AJAX Contact Form with PHP Fallback
First off, the large portion of the code for this little script was written by other folks, so let me give a shout out to them. I used the FormProcessor.class.php file from Simon Willison's excellent "Easier form validation with PHP " script which I modified slightly (modified file available here: http://www.minc.info/ajaxcontact/FormProcessor.class.phps ). The javascript pre-validation is done using a modified version of Stephen Poley's Javascript form validation script: http://www.xs4all.nl/~sbpoley/webmatters/formval.html. Modified file is available here: http://www.minc.info/ajaxcontact/formval.js. And for the AJAX contact form, I borrowed heavily from Andrew Walsh. I found his script on HotScripts I believe, but I can't seem to find it anymore. Anyway, I think this is his site . Unfortunately, he didn't put his url in the script so I'm not completely certain.
You can see my modified version of the form processor here: http://www.minc.info/ajaxcontact/form_processor.phps .
So, now that the kudos are over…I combined all three methods into one overall contact form. It uses the AJAX version if people have javascript enabled, and defaults back to the PHP form if they don't. And it pre-validates the data to warn users about input that will get rejected by the contact form before they submit.
Unfortunately, there's no good way to test if people have javascript enabled without doing redirects with some javascript code, which means I have to maintain two different pages. That's annoying. I decided an easier method would be to set a cookie via javascript and then look to see if the cookie exists.
The bad part about using the cookie method is it doesn't work the first time people hit that particular page. But, generally, people don't come directly to your contact page, normally they'll go through some other content page before deciding to contact you. Thus, you just have to make sure you put the cookie code into the header of all your pages so that when they decide to contact you, the cookie is there. Unless of course they have javascript disabled. In that case, we want to serve them the PHP version. Now, I came up with a fallback method for the instance of someone coming directly to the contact page as well. If by some chance a user comes directly to your contact page and they have javascript enabled and no cookie, we feed them the PHP form, but with the javascript pre-validation included.
Ok, so that's all fine and dandy, but what happens if the user has javascript disabled and fills out the PHP form incorrectly? Well, we do validation on that as well and kick the user back to the form and warn them that their data is incorrect (and make it pretty plain which data is bad).
By now, you probably want to see what it does. Just remember, the first time you load the page, it's going to give you the PHP form as the javascript cookie will just be getting set. Try out the PHP form (and input some numbers or something in text fields and letters in number fields). Submit it with errors and watch the PHP error handling. Then reload the page and try out the AJAX form. See it in action
Want to see the form page code? Here it is. Download the full code.

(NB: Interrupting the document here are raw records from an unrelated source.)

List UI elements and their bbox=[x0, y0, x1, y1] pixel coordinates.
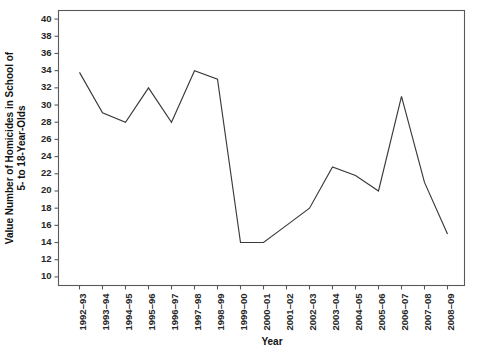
x-tick-label: 2000–01 bbox=[261, 293, 272, 331]
x-tick-label: 1993–94 bbox=[100, 293, 111, 331]
x-tick-label: 1995–96 bbox=[146, 294, 157, 331]
plot-area-border bbox=[59, 11, 465, 286]
y-tick-label: 16 bbox=[41, 219, 52, 230]
y-tick-label: 26 bbox=[41, 133, 52, 144]
x-tick-label: 1996–97 bbox=[169, 294, 180, 331]
y-tick-label: 14 bbox=[41, 236, 52, 247]
homicides-series-line bbox=[80, 71, 448, 243]
y-axis-tick-marks bbox=[55, 19, 59, 277]
y-axis-title-line-1: Value Number of Homicides in School of bbox=[4, 51, 15, 244]
x-tick-label: 2004–05 bbox=[353, 293, 364, 331]
x-axis-tick-marks bbox=[80, 286, 448, 290]
y-tick-label: 24 bbox=[41, 150, 52, 161]
x-tick-label: 1997–98 bbox=[192, 294, 203, 331]
y-tick-label: 20 bbox=[41, 184, 52, 195]
x-tick-label: 1999–00 bbox=[238, 294, 249, 331]
x-axis-tick-labels: 1992–931993–941994–951995–961996–971997–… bbox=[77, 293, 456, 331]
y-tick-label: 34 bbox=[41, 64, 52, 75]
y-tick-label: 38 bbox=[41, 30, 52, 41]
y-tick-label: 36 bbox=[41, 47, 52, 58]
x-tick-label: 2008–09 bbox=[445, 294, 456, 331]
y-axis-title-line-2: 5- to 18-Year-Olds bbox=[16, 105, 27, 190]
y-tick-label: 40 bbox=[41, 13, 52, 24]
data-series-group bbox=[80, 71, 448, 243]
x-axis-title: Year bbox=[261, 336, 282, 347]
plot-frame bbox=[59, 11, 465, 286]
x-tick-label: 2007–08 bbox=[422, 294, 433, 331]
homicides-in-school-line-chart: 10121416182022242628303234363840 1992–93… bbox=[0, 0, 487, 357]
x-tick-label: 1994–95 bbox=[123, 293, 134, 331]
y-tick-label: 10 bbox=[41, 270, 52, 281]
chart-canvas: 10121416182022242628303234363840 1992–93… bbox=[0, 0, 487, 357]
y-tick-label: 30 bbox=[41, 99, 52, 110]
y-axis-title-group: Value Number of Homicides in School of 5… bbox=[4, 51, 27, 244]
y-tick-label: 18 bbox=[41, 202, 52, 213]
x-tick-label: 2005–06 bbox=[376, 294, 387, 331]
y-axis-tick-labels: 10121416182022242628303234363840 bbox=[41, 13, 52, 282]
y-tick-label: 32 bbox=[41, 81, 52, 92]
y-tick-label: 28 bbox=[41, 116, 52, 127]
x-tick-label: 2006–07 bbox=[399, 294, 410, 331]
y-tick-label: 12 bbox=[41, 253, 52, 264]
x-tick-label: 2001–02 bbox=[284, 294, 295, 331]
x-tick-label: 1992–93 bbox=[77, 294, 88, 331]
x-tick-label: 2003–04 bbox=[330, 293, 341, 331]
x-tick-label: 1998–99 bbox=[215, 294, 226, 331]
x-tick-label: 2002–03 bbox=[307, 294, 318, 331]
y-tick-label: 22 bbox=[41, 167, 52, 178]
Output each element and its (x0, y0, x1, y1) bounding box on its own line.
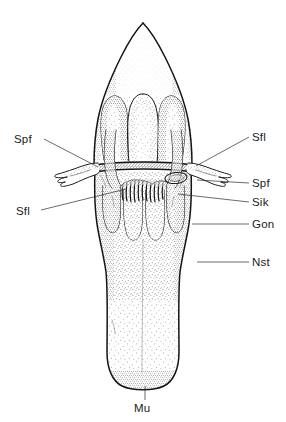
label-mu-bottom: Mu (134, 402, 150, 414)
label-spf-right: Spf (252, 177, 270, 189)
label-sik-right: Sik (252, 196, 269, 208)
label-sfl-right: Sfl (252, 131, 266, 143)
label-spf-left: Spf (14, 133, 32, 145)
label-nst-right: Nst (252, 256, 270, 268)
lateral-projection-left (55, 163, 100, 186)
leader-spf-left (44, 139, 98, 167)
figure-root: Spf Sfl Sfl Spf Sik Gon Nst Mu (0, 0, 286, 422)
lateral-projection-right (186, 163, 231, 186)
leader-sfl-right (196, 137, 249, 166)
label-sfl-left: Sfl (16, 205, 30, 217)
label-gon-right: Gon (252, 218, 274, 230)
anatomical-diagram: Spf Sfl Sfl Spf Sik Gon Nst Mu (0, 0, 286, 422)
organism-body (55, 20, 232, 392)
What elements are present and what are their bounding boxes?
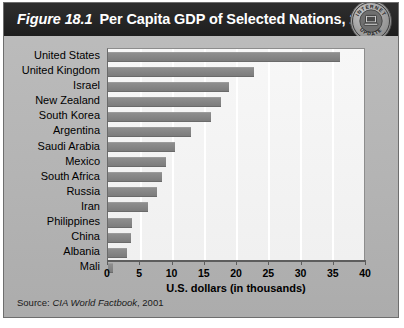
x-axis-ticks (107, 260, 365, 266)
source-note: Source: CIA World Factbook, 2001 (17, 297, 163, 308)
bar-row (108, 245, 364, 260)
source-title: CIA World Factbook (52, 297, 137, 308)
bar (108, 172, 162, 182)
bar-row (108, 124, 364, 139)
figure-number: Figure 18.1 (17, 11, 92, 27)
bar-row (108, 155, 364, 170)
bar (108, 112, 211, 122)
x-axis-tick (333, 260, 334, 265)
bar (108, 52, 340, 62)
bar-row (108, 215, 364, 230)
category-label: Saudi Arabia (4, 139, 105, 154)
page-title: Figure 18.1Per Capita GDP of Selected Na… (17, 11, 381, 27)
bar-row (108, 140, 364, 155)
category-label: Israel (4, 78, 105, 93)
bar (108, 127, 191, 137)
category-label: United Kingdom (4, 63, 105, 78)
x-axis-tick-label: 15 (198, 267, 210, 279)
bar-row (108, 170, 364, 185)
chart: United StatesUnited KingdomIsraelNew Zea… (4, 36, 398, 319)
computer-icon (364, 15, 378, 25)
x-axis-tick-label: 20 (230, 267, 242, 279)
bar-row (108, 64, 364, 79)
bar (108, 82, 229, 92)
figure-title: Per Capita GDP of Selected Nations, 2000 (99, 11, 381, 27)
x-axis-tick (301, 260, 302, 265)
plot-area (107, 48, 365, 260)
category-label: China (4, 229, 105, 244)
bar-row (108, 79, 364, 94)
x-axis-tick-label: 35 (327, 267, 339, 279)
x-axis-tick-label: 5 (136, 267, 142, 279)
bar-row (108, 230, 364, 245)
bar (108, 202, 148, 212)
category-label: Albania (4, 244, 105, 259)
x-axis-tick (268, 260, 269, 265)
category-label: Russia (4, 184, 105, 199)
category-label: South Africa (4, 169, 105, 184)
bar (108, 157, 166, 167)
x-axis-tick-label: 40 (359, 267, 371, 279)
x-axis-tick-label: 0 (104, 267, 110, 279)
bar (108, 67, 254, 77)
category-label: Philippines (4, 214, 105, 229)
x-axis-title: U.S. dollars (in thousands) (107, 282, 365, 294)
category-label: South Korea (4, 108, 105, 123)
figure-panel: Figure 18.1Per Capita GDP of Selected Na… (3, 2, 399, 318)
bar-row (108, 94, 364, 109)
bar (108, 142, 175, 152)
source-year: , 2001 (137, 297, 163, 308)
x-axis-tick-label: 25 (262, 267, 274, 279)
bar-row (108, 200, 364, 215)
category-label: Mexico (4, 154, 105, 169)
source-prefix: Source: (17, 297, 50, 308)
x-axis-tick (236, 260, 237, 265)
x-axis-tick (172, 260, 173, 265)
bar-row (108, 109, 364, 124)
bar (108, 218, 132, 228)
category-label: New Zealand (4, 93, 105, 108)
x-axis-tick (365, 260, 366, 265)
bar (108, 233, 131, 243)
category-label: Iran (4, 199, 105, 214)
figure-title-bar: Figure 18.1Per Capita GDP of Selected Na… (4, 3, 398, 36)
x-axis-tick-label: 30 (295, 267, 307, 279)
category-label: Mali (4, 259, 105, 274)
figure-container: Figure 18.1Per Capita GDP of Selected Na… (0, 0, 404, 328)
category-axis-labels: United StatesUnited KingdomIsraelNew Zea… (4, 48, 105, 274)
bar-row (108, 49, 364, 64)
bar (108, 97, 221, 107)
bar-row (108, 185, 364, 200)
category-label: Argentina (4, 123, 105, 138)
x-axis-tick (139, 260, 140, 265)
x-axis-tick (204, 260, 205, 265)
category-label: United States (4, 48, 105, 63)
internet-update-badge[interactable]: INTERNET UPDATE (350, 3, 392, 36)
bar-series (108, 49, 364, 260)
bar (108, 187, 157, 197)
x-axis-tick-labels: 0510152025303540 (107, 267, 365, 281)
bar (108, 248, 127, 258)
x-axis-tick (107, 260, 108, 265)
x-axis-tick-label: 10 (166, 267, 178, 279)
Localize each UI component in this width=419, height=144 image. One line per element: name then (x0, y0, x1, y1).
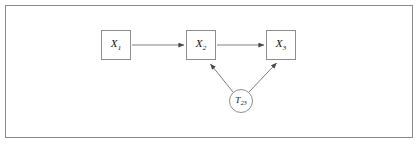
node-x1-label: X1 (111, 38, 122, 52)
figure-container: X1 X2 X3 T23 (0, 0, 419, 144)
node-x2[interactable]: X2 (186, 30, 216, 60)
edge-t23-to-x2 (211, 64, 234, 92)
node-t23-subscript: 23 (240, 100, 247, 106)
node-t23[interactable]: T23 (229, 89, 253, 113)
node-x2-label: X2 (196, 38, 207, 52)
node-x1[interactable]: X1 (101, 30, 131, 60)
node-x1-subscript: 1 (117, 44, 121, 52)
node-x3-subscript: 3 (282, 44, 286, 52)
node-x3[interactable]: X3 (266, 30, 296, 60)
node-x2-subscript: 2 (202, 44, 206, 52)
node-t23-label: T23 (235, 96, 247, 107)
node-x3-label: X3 (276, 38, 287, 52)
edge-t23-to-x3 (249, 63, 277, 92)
diagram-canvas (0, 0, 419, 144)
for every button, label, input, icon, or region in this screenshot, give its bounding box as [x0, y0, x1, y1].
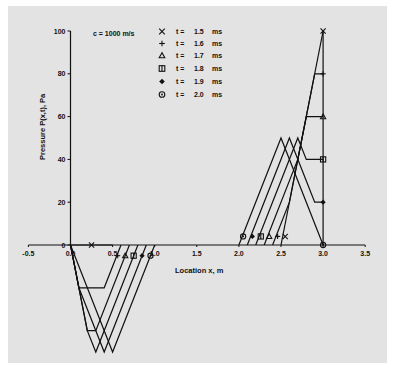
- x-tick-label: 3.5: [360, 250, 370, 257]
- marker-circle-icon: [159, 92, 165, 98]
- y-tick-label: 0: [62, 242, 66, 249]
- legend-t-label: t =: [176, 65, 184, 72]
- data-markers: [89, 28, 326, 258]
- legend-item: t =2.0ms: [159, 91, 222, 98]
- x-tick-label: -0.5: [22, 250, 34, 257]
- marker-diamond-icon: [139, 253, 144, 258]
- legend-item: t =1.6ms: [159, 40, 222, 47]
- legend-t-label: t =: [176, 91, 184, 98]
- y-tick-label: 80: [58, 70, 66, 77]
- x-tick-label: 3.0: [318, 250, 328, 257]
- y-tick-label: 40: [58, 156, 66, 163]
- legend-item: t =1.8ms: [159, 65, 222, 72]
- x-tick-label: 1.5: [192, 250, 202, 257]
- legend-unit: ms: [212, 65, 222, 72]
- marker-diamond-icon: [321, 200, 326, 205]
- marker-square-icon: [131, 253, 136, 258]
- marker-x-icon: [283, 234, 288, 239]
- marker-plus-icon: [159, 41, 165, 47]
- marker-plus-icon: [321, 71, 326, 76]
- legend-t-label: t =: [176, 40, 184, 47]
- legend-time-value: 2.0: [194, 91, 204, 98]
- legend-time-value: 1.5: [194, 28, 204, 35]
- curve-left: [71, 245, 138, 352]
- legend-unit: ms: [212, 40, 222, 47]
- legend-time-value: 1.9: [194, 78, 204, 85]
- wave-speed-annotation: c = 1000 m/s: [93, 30, 135, 37]
- x-axis-label: Location x, m: [175, 266, 224, 275]
- legend-unit: ms: [212, 52, 222, 59]
- x-tick-label: 2.0: [234, 250, 244, 257]
- marker-triangle-icon: [267, 234, 272, 239]
- curve-right: [256, 138, 323, 245]
- legend-t-label: t =: [176, 28, 184, 35]
- y-tick-label: 20: [58, 199, 66, 206]
- legend: t =1.5mst =1.6mst =1.7mst =1.8mst =1.9ms…: [159, 28, 222, 98]
- legend-time-value: 1.6: [194, 40, 204, 47]
- legend-unit: ms: [212, 28, 222, 35]
- legend-time-value: 1.8: [194, 65, 204, 72]
- y-tick-label: 60: [58, 113, 66, 120]
- marker-square-icon: [159, 66, 165, 72]
- marker-x-icon: [159, 29, 165, 35]
- legend-unit: ms: [212, 91, 222, 98]
- legend-unit: ms: [212, 78, 222, 85]
- legend-time-value: 1.7: [194, 52, 204, 59]
- legend-t-label: t =: [176, 52, 184, 59]
- y-tick-label: 100: [54, 28, 66, 35]
- legend-t-label: t =: [176, 78, 184, 85]
- pressure-wave-chart: -0.50.00.51.01.52.02.53.03.5020406080100…: [0, 0, 393, 375]
- legend-item: t =1.9ms: [159, 78, 222, 85]
- legend-item: t =1.7ms: [159, 52, 222, 59]
- marker-diamond-icon: [159, 79, 165, 85]
- marker-triangle-icon: [159, 53, 165, 58]
- legend-item: t =1.5ms: [159, 28, 222, 35]
- y-axis-label: Pressure P(x,t), Pa: [38, 93, 47, 160]
- x-tick-label: 2.5: [276, 250, 286, 257]
- axes: -0.50.00.51.01.52.02.53.03.5020406080100: [22, 28, 370, 258]
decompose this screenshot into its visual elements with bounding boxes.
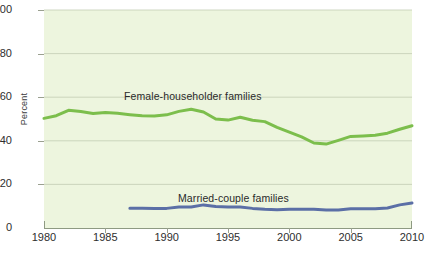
y-tick-label: 0: [0, 222, 12, 233]
x-tick-mark: [228, 228, 229, 233]
x-tick-label: 2010: [382, 232, 427, 243]
y-axis-title: Percent: [19, 79, 29, 139]
y-tick-label: 60: [0, 91, 12, 102]
y-tick-mark: [38, 97, 44, 98]
y-tick-mark: [38, 184, 44, 185]
x-tick-label: 1980: [14, 232, 74, 243]
x-tick-mark: [167, 228, 168, 233]
chart-canvas: [0, 0, 427, 256]
y-tick-mark: [38, 141, 44, 142]
y-tick-label: 40: [0, 135, 12, 146]
x-tick-label: 1990: [137, 232, 197, 243]
x-tick-label: 1995: [198, 232, 258, 243]
line-chart: Percent 100806040200 1980198519901995200…: [0, 0, 427, 256]
y-tick-label: 100: [0, 4, 12, 15]
y-tick-mark: [38, 54, 44, 55]
x-tick-label: 1985: [75, 232, 135, 243]
series-label-married-couple: Married-couple families: [178, 192, 289, 204]
y-tick-label: 80: [0, 48, 12, 59]
y-tick-mark: [38, 10, 44, 11]
y-tick-label: 20: [0, 178, 12, 189]
x-tick-label: 2005: [321, 232, 381, 243]
series-label-female-householder: Female-householder families: [124, 90, 262, 102]
x-axis-left-cap: [44, 221, 45, 228]
x-tick-mark: [351, 228, 352, 233]
x-tick-label: 2000: [259, 232, 319, 243]
series-line-female-householder: [44, 109, 412, 144]
x-axis-right-cap: [411, 221, 412, 228]
x-tick-mark: [105, 228, 106, 233]
x-tick-mark: [289, 228, 290, 233]
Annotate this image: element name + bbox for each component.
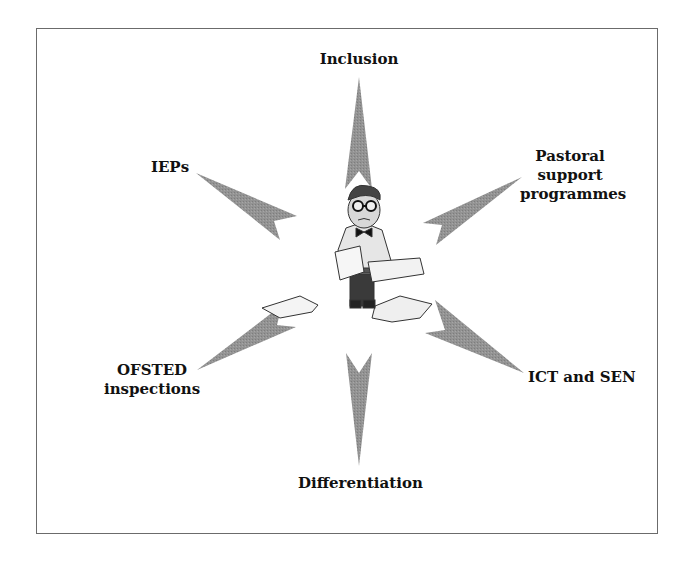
arrow-differentiation-icon <box>346 353 372 466</box>
label-ict-and-sen: ICT and SEN <box>528 368 632 387</box>
arrow-pastoral-icon <box>423 177 522 245</box>
label-inclusion: Inclusion <box>318 50 400 69</box>
cartoon-man-icon <box>262 185 432 322</box>
arrow-ieps-icon <box>196 173 297 240</box>
arrow-ict-icon <box>425 300 524 373</box>
label-differentiation: Differentiation <box>298 474 422 493</box>
label-ieps: IEPs <box>146 158 194 177</box>
label-pastoral-support: Pastoral support programmes <box>520 147 620 204</box>
arrow-inclusion-icon <box>345 77 372 189</box>
label-ofsted-inspections: OFSTED inspections <box>104 361 200 399</box>
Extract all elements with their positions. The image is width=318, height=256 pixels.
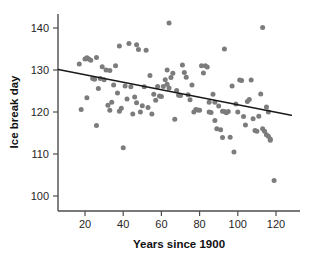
data-point [226, 109, 231, 114]
data-point [163, 77, 168, 82]
x-tick-label: 40 [117, 218, 129, 230]
data-point [258, 91, 263, 96]
data-point [256, 114, 261, 119]
data-point [100, 64, 105, 69]
data-point [79, 107, 84, 112]
data-point [268, 138, 273, 143]
y-axis-title: Ice break day [8, 75, 20, 148]
data-point [260, 25, 265, 30]
data-point [201, 70, 206, 75]
y-tick-label: 130 [31, 64, 49, 76]
data-point [144, 48, 149, 53]
data-point [117, 44, 122, 49]
data-point [107, 68, 112, 73]
data-point [188, 97, 193, 102]
data-point [138, 110, 143, 115]
data-point [228, 135, 233, 140]
data-point [94, 55, 99, 60]
data-point [272, 178, 277, 183]
data-point [130, 112, 135, 117]
trend-line [58, 70, 291, 116]
data-point [123, 83, 128, 88]
data-point [153, 98, 158, 103]
data-point [126, 41, 131, 46]
data-point [140, 103, 145, 108]
data-points-group [77, 20, 277, 183]
data-point [212, 118, 217, 123]
data-point [197, 108, 202, 113]
x-tick-labels: 20406080100120 [79, 218, 285, 230]
data-point [182, 70, 187, 75]
data-point [209, 110, 214, 115]
x-axis-title: Years since 1900 [133, 238, 225, 250]
data-point [172, 117, 177, 122]
data-point [249, 78, 254, 83]
x-tick-label: 80 [193, 218, 205, 230]
data-point [247, 97, 252, 102]
data-point [222, 47, 227, 52]
data-point [251, 116, 256, 121]
data-point [111, 83, 116, 88]
data-point [184, 75, 189, 80]
data-point [113, 63, 118, 68]
data-point [128, 84, 133, 89]
data-point [235, 110, 240, 115]
y-axis-ticks [53, 28, 58, 196]
data-point [231, 149, 236, 154]
data-point [230, 83, 235, 88]
y-tick-labels: 100110120130140 [31, 22, 49, 202]
data-point [149, 112, 154, 117]
data-point [241, 114, 246, 119]
data-point [210, 92, 215, 97]
data-point [159, 94, 164, 99]
data-point [88, 58, 93, 63]
data-point [180, 62, 185, 67]
y-tick-label: 110 [31, 148, 49, 160]
data-point [134, 100, 139, 105]
x-tick-label: 60 [155, 218, 167, 230]
data-point [205, 65, 210, 70]
chart-svg: 100110120130140 20406080100120 Years sin… [0, 0, 318, 256]
data-point [220, 135, 225, 140]
data-point [165, 68, 170, 73]
data-point [77, 62, 82, 67]
data-point [151, 92, 156, 97]
data-point [216, 104, 221, 109]
data-point [170, 71, 175, 76]
data-point [121, 145, 126, 150]
y-tick-label: 140 [31, 22, 49, 34]
x-tick-label: 20 [79, 218, 91, 230]
data-point [132, 94, 137, 99]
y-tick-label: 120 [31, 106, 49, 118]
data-point [207, 100, 212, 105]
x-tick-label: 100 [229, 218, 247, 230]
data-point [109, 100, 114, 105]
data-point [189, 83, 194, 88]
data-point [167, 20, 172, 25]
data-point [107, 108, 112, 113]
data-point [96, 86, 101, 91]
y-tick-label: 100 [31, 190, 49, 202]
data-point [264, 104, 269, 109]
data-point [136, 47, 141, 52]
x-tick-label: 120 [267, 218, 285, 230]
data-point [119, 106, 124, 111]
data-point [115, 91, 120, 96]
data-point [254, 129, 259, 134]
data-point [147, 73, 152, 78]
data-point [84, 95, 89, 100]
scatter-chart: 100110120130140 20406080100120 Years sin… [0, 0, 318, 256]
data-point [239, 78, 244, 83]
x-axis-ticks [85, 211, 276, 216]
data-point [134, 42, 139, 47]
data-point [94, 123, 99, 128]
data-point [243, 123, 248, 128]
data-point [218, 127, 223, 132]
data-point [125, 96, 130, 101]
data-point [146, 105, 151, 110]
data-point [167, 86, 172, 91]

Let me know what you think in the comments.
July 6th, 2007 at 5:41 pm
Hi
I am Lucy, I have found your website while searching for some info at Google. Your site has helped me in a big way.
G’night
October 31st, 2007 at 4:00 am
I’ve just noticed that this post is very similar to your previous post: “PHP Contact Form with Javascript and PHP Form Validation”. Is this a later version of the same form?
March 26th, 2008 at 6:30 pm
“Unfortunately, there’s no good way to test if people have javascript enabled.”
Would work for this purpose?
March 26th, 2008 at 6:39 pm
Sorry, it filtered out the NOSCRIPT tag I had in there. Browsers process code within any tags they do not know the meaning of. I believe javascript-enabled browsers know to completely ignore the NOSCRIPT tag. It’s the same reason why some people put javascript code within comment tags in HTML–otherwise, non-js enabled browsers would just output your raw js code.
May 23rd, 2008 at 1:06 am
Hi all. My sincere apologies for not replying sooner. I wasn’t receiving notices about comments for some reason.
@ fotinorod, I’m glad I was able to help out.
@ Ian, yes, this is a new version of the other code I wrote. The original code was a PHP form that did javascript validation prior to posting and php form validation after posting. This code above has that, plus, if the user has javascript, it has a separate form that allows them to submit the form via AJAX rather than submitting it via PHP and having to reload the page. Now, that’s a bit of a misnomer as I’m using PHP with the AJAX form for submission, but the user only sees the AJAX portion of it.
@ Tim, yes, you can use noscript tags, BUT, if you put noscript tags in your header, your code won’t validate. I actually looked at doing it with noscript, but it just wouldn’t work for what I needed it to do and still validate.